Swift. KeyChain. Property wrapper
Some time ago, an article was published on the topic of storing user data. This article presented a solution that is suitable for storing general data such as notification settings, mailing list, age, name, etc. But if you need to store security essential or private data, such as an authorization key, account password, account login, etc., then for these purposes you will need some kind of safe and secure storage. Next, we will talk about the Keychain storage and how to program it.
Implementation
Let’s impress the necessary requirements for a secure storage.
- Ability to save data.
- Ability to load data.
- Possibility to delete data.
- Data can be both passwords or tokens, and accounts, i.e. login-password combinations.
The kernel for working with storage will be SecureStorage class, which satisfies the first 3 requirements.
Next, accounts. As stated in the documentation, storage is used to securely store small chunks of data. Therefore, accounts require some Credentials model, which will later be used.
Naturally, in order to use the Credentials model, a set of new methods will be required that take it as an argument.
Working with passwords is somewhat easier to program, since in this case only the password is stored, not the login-password combination, and String is used as the data type.
Thus, to use such a store, you can create the computed property with get and set methods, but it is much better to use @propertyWrapper instead of the computed property.
Pay attention to the nonmutating keyword in the set of each structure. Without this, when using the proposed property wrapper in SwiftUI, the compiler would throw an error “Cannot assign to property: ‘self’ is immutable”. Also, for the sake of compatibility with SwiftUI, an implementation of the DynamicProperty protocol was added.
As a result, the class containing the secure data looks as simple as possible, while implementing the requirements.
Moreover, you can copy the approach that is used in Apple — declare a shared instance (singleton), or pass an object to the environment (environmentObject), or create an instance by demand.
Conclusion
Storing authorization data is a fairly common task that developers solve, since the authorization token loses its relevance after a certain time. In order for the user experience to be as positive as possible, you need to re-authorize in a “silent” mode, and not navigate the user to the authorization screen.
In any case, this is one of the most common use cases for secure storage. Another example is the storage of the authToken-refreshToken combination. But more about that some other time.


> **Exercise goal**
If a line in the data holds the string "minutes", list it.

> **Source material**
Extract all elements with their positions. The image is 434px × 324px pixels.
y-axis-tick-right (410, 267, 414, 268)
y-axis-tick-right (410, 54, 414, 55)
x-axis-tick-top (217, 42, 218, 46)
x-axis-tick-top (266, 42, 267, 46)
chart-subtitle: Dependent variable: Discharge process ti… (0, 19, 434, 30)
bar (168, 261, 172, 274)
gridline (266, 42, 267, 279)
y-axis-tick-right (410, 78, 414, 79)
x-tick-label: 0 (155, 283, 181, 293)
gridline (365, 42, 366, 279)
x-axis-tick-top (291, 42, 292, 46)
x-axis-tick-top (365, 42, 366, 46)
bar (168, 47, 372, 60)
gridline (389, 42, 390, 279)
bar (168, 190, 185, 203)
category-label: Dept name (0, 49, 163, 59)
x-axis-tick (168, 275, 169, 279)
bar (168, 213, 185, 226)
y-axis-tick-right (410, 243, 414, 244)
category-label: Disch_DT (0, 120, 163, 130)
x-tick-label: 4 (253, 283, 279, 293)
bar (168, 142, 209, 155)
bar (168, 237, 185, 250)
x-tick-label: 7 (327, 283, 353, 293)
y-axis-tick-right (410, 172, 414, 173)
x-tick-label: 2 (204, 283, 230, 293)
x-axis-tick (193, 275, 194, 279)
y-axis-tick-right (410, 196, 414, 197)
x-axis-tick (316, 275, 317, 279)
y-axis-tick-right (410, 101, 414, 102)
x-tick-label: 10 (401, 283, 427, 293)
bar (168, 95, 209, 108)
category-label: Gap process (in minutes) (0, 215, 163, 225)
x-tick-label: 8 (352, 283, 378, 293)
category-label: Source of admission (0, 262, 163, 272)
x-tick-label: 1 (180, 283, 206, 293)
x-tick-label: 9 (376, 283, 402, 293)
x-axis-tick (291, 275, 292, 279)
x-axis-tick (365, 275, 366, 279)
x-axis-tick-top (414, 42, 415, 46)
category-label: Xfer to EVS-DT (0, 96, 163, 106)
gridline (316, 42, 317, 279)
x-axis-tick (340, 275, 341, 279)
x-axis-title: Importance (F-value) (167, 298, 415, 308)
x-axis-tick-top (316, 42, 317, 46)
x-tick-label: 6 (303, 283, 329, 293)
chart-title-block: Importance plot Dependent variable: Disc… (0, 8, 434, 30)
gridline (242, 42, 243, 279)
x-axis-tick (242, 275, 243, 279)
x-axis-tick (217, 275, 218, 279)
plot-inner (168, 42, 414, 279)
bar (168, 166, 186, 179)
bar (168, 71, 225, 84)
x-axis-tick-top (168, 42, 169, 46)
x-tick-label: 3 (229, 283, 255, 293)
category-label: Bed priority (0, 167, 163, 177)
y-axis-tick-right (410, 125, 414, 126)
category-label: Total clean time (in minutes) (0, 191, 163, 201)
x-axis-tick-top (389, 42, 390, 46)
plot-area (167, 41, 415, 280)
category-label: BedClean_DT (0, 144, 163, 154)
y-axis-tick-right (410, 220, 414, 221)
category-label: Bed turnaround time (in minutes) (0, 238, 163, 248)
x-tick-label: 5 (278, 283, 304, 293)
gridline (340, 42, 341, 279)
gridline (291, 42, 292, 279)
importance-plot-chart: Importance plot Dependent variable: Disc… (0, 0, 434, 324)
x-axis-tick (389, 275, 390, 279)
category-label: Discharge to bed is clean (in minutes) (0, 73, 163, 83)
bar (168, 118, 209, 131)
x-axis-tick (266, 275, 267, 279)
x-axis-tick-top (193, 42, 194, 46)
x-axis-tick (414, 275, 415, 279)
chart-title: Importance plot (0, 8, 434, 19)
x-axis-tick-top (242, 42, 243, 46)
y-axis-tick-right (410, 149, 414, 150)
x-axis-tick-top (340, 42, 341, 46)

> **Solution to this problem**
category-label: Gap process (in minutes) (0, 215, 163, 225)
category-label: Total clean time (in minutes) (0, 191, 163, 201)
category-label: Bed turnaround time (in minutes) (0, 238, 163, 248)
category-label: Discharge to bed is clean (in minutes) (0, 73, 163, 83)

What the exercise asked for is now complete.